Buy Micro Drill Bits Online in Australia
Micro Drill Bit Selection — Quick Reference
Micro drill bits cover the SMALL end of drilling — typically below 3mm down to 0.3mm or smaller. Thin material + fragile workpieces + tight tolerances rule out standard jobber drill. Used by toolmakers + electronics + model engineers + precision workshop.
| Micro Drill Type | Best For | Size Range |
|---|---|---|
| HSS Micro Drill (Standard) | General workshop + softer materials | 0.5mm – 3.0mm |
| HSS Cobalt Micro Drill (M35/M42) | Stainless + tougher materials | 0.5mm – 3.0mm |
| Solid Carbide Micro Drill | Highest precision + hardened materials + PCB | 0.3mm – 3.0mm |
| TiN/TiCN Coated Micro Drill | Extended life + production drilling | Per substrate |
| PCB Drill (Solid Carbide) | Printed circuit board drilling — electronics | 0.3mm – 2.5mm |
| Number Drill Sets (Imperial) | US tap-drill matching for small UNC/UNF | #80 - #1 (0.343-5.79mm) |
| Letter Drill Sets (Imperial) | Larger imperial precision drilling | A - Z (5.94-10.49mm) |
| Stub-Length Micro Drill | Rigidity + less wandering on small dia | Per size |
Critical: Micro drills are FRAGILE — drill press / mill spindle mandatory (NEVER hand drill); use centre punch + pilot location; appropriate RPM (small dia = HIGHER RPM, can reach 5,000-20,000 RPM); cutting fluid mandatory; gentle feed. NEVER force — broken micro drills in workpiece are very difficult to extract. Brands: Sutton Tools, Bordo. Companion: drilling, cobalt drill bits, centre drill bit sets.
Micro Drill Bits
Micro drill bits cover the small end of the drilling range — typically below 3mm and down to 0.3mm or smaller — where thin material, fragile workpieces, or tight tolerances rule out a standard jobber drill. AIMS Industrial stocks micro drills in HSS and solid carbide for toolmakers, electronics technicians, model engineers, and precision workshop applications.

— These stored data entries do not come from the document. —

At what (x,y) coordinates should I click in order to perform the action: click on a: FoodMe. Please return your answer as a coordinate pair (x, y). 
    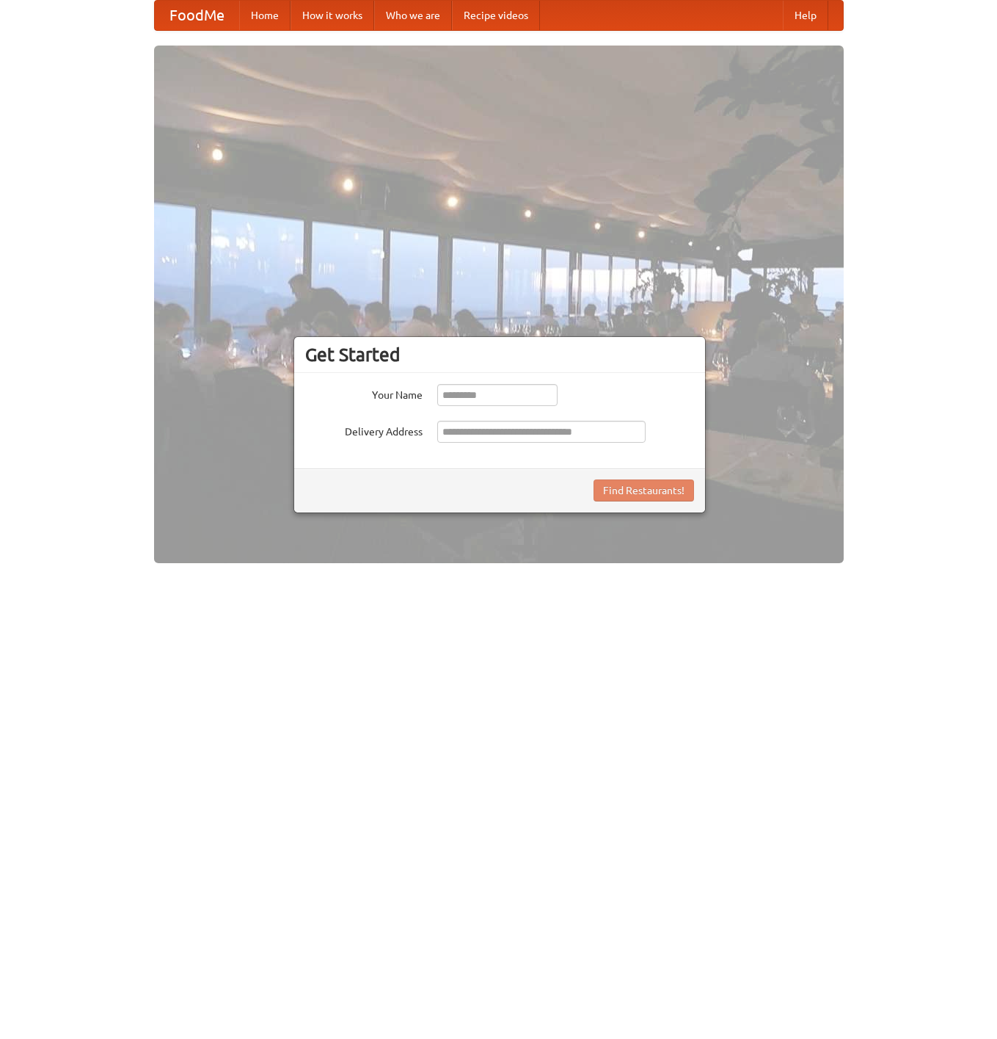
    Looking at the image, I should click on (197, 15).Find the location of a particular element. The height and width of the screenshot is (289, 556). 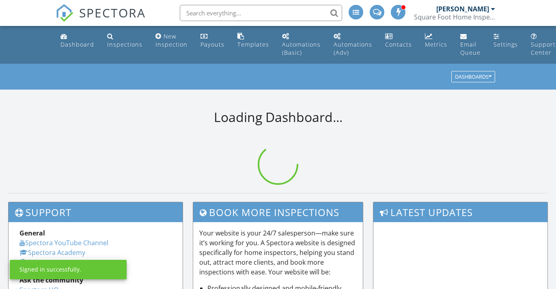

a: Spectora YouTube Channel is located at coordinates (64, 243).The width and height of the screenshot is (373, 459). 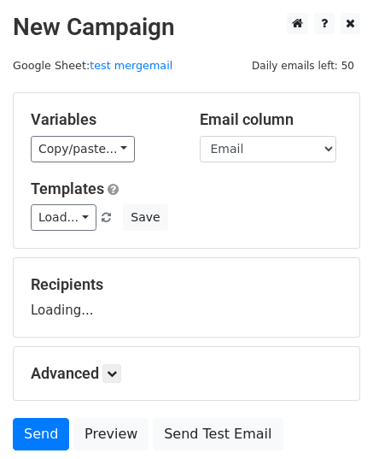 What do you see at coordinates (186, 373) in the screenshot?
I see `h5: Advanced` at bounding box center [186, 373].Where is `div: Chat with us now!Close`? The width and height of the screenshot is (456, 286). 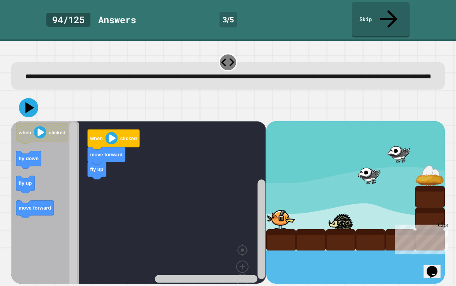 div: Chat with us now!Close is located at coordinates (28, 26).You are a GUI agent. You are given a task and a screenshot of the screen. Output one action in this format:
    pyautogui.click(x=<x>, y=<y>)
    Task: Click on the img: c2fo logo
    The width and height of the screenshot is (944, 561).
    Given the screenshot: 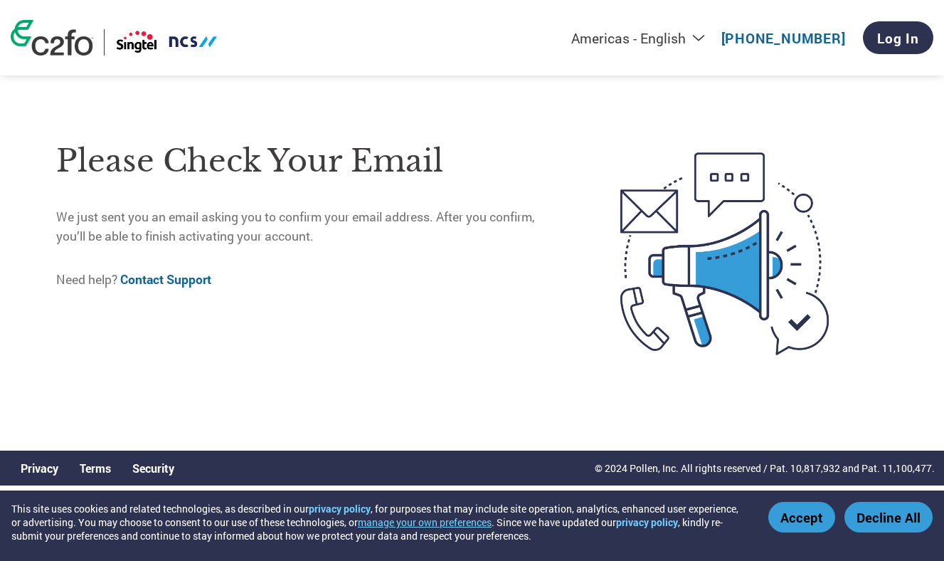 What is the action you would take?
    pyautogui.click(x=52, y=38)
    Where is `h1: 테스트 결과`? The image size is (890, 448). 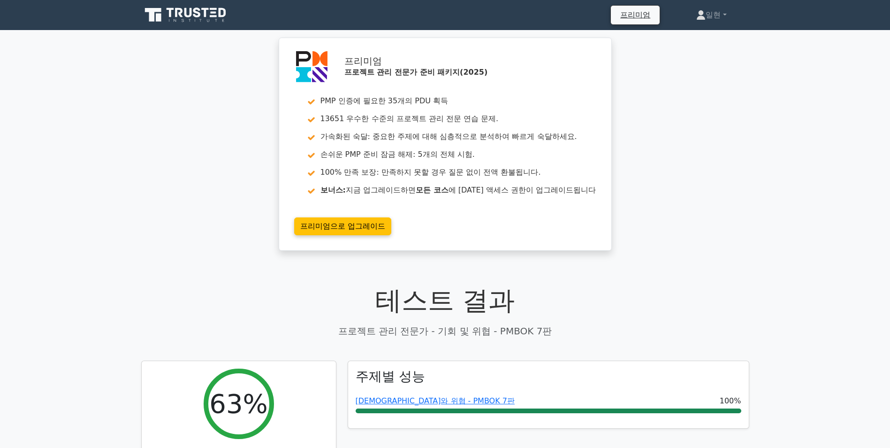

Where micro drills earn their keep
- PCB and electronics work — through-hole component lead holes and via drilling
- Jewellery and watchmaking — fine-detail piercing and assembly
- Toolmaking and die work — coolant holes, ejector pin clearance, and venting
- Model engineering — locomotive boilers, valve gear, and detail fastenings
- Repair and modification — drilling out broken micro fasteners and pins
HSS or carbide?
HSS micro drills are the everyday choice — flexible, forgiving of speed and feed errors, and economical in the smaller sizes where breakage is just part of the work. Solid carbide micro drills hold a finer edge and run truer at speed, but they're stiff and brittle — perfect on a CNC at correct RPM, less forgiving on a bench drill.
Sizes and sets
Common metric ranges include 0.3mm to 1.0mm in 0.05mm or 0.1mm steps, and 1.0mm to 3.0mm in 0.1mm steps. Imperial number drills (#80 to #1) and letter drills are stocked alongside metric. Sets are popular for toolrooms; singles for replacement of broken bits in known sizes.
Brands and quality
The range includes Sutton Tools, Bordo, and Champion in HSS, and selected carbide brands for precision applications. Coatings such as TiN and TiAlN are available where extra tool life is needed.
Drilling practice for tiny bits
Run higher RPM (small-diameter drills need surface speed, not spindle speed), use a peck-drilling cycle to break the chip, and clamp the work square — even a small misalignment shears the bit at the shank. Centre-drill or spot-drill first if the surface is anything but perfectly flat.
Pilot holes and centring
A 0.5mm drill won't find its own centre on a hard, smooth surface — it skates and breaks. Centre-drill or spot-drill the location first using a small centre drill or a spotting drill with a stiff shank. Once the cone is established, the micro drill follows it cleanly. For PCB and electronics work, the same principle applies — scribe or centre-punch the location before reaching for the small drill.
Sets versus singles
Toolrooms typically run a numbered metric or imperial set in a wood case so a missing size is obvious at a glance. Production users often skip the set and order singles in the sizes they break — usually the smaller end of the range. Both approaches work; the case matters as much as the bits, since a loose 0.5mm drill at the bottom of a toolbox is a lost drill.
Need help with a tricky size?
contact our team — we can source non-standard metric sizes and bulk pack on the common ones.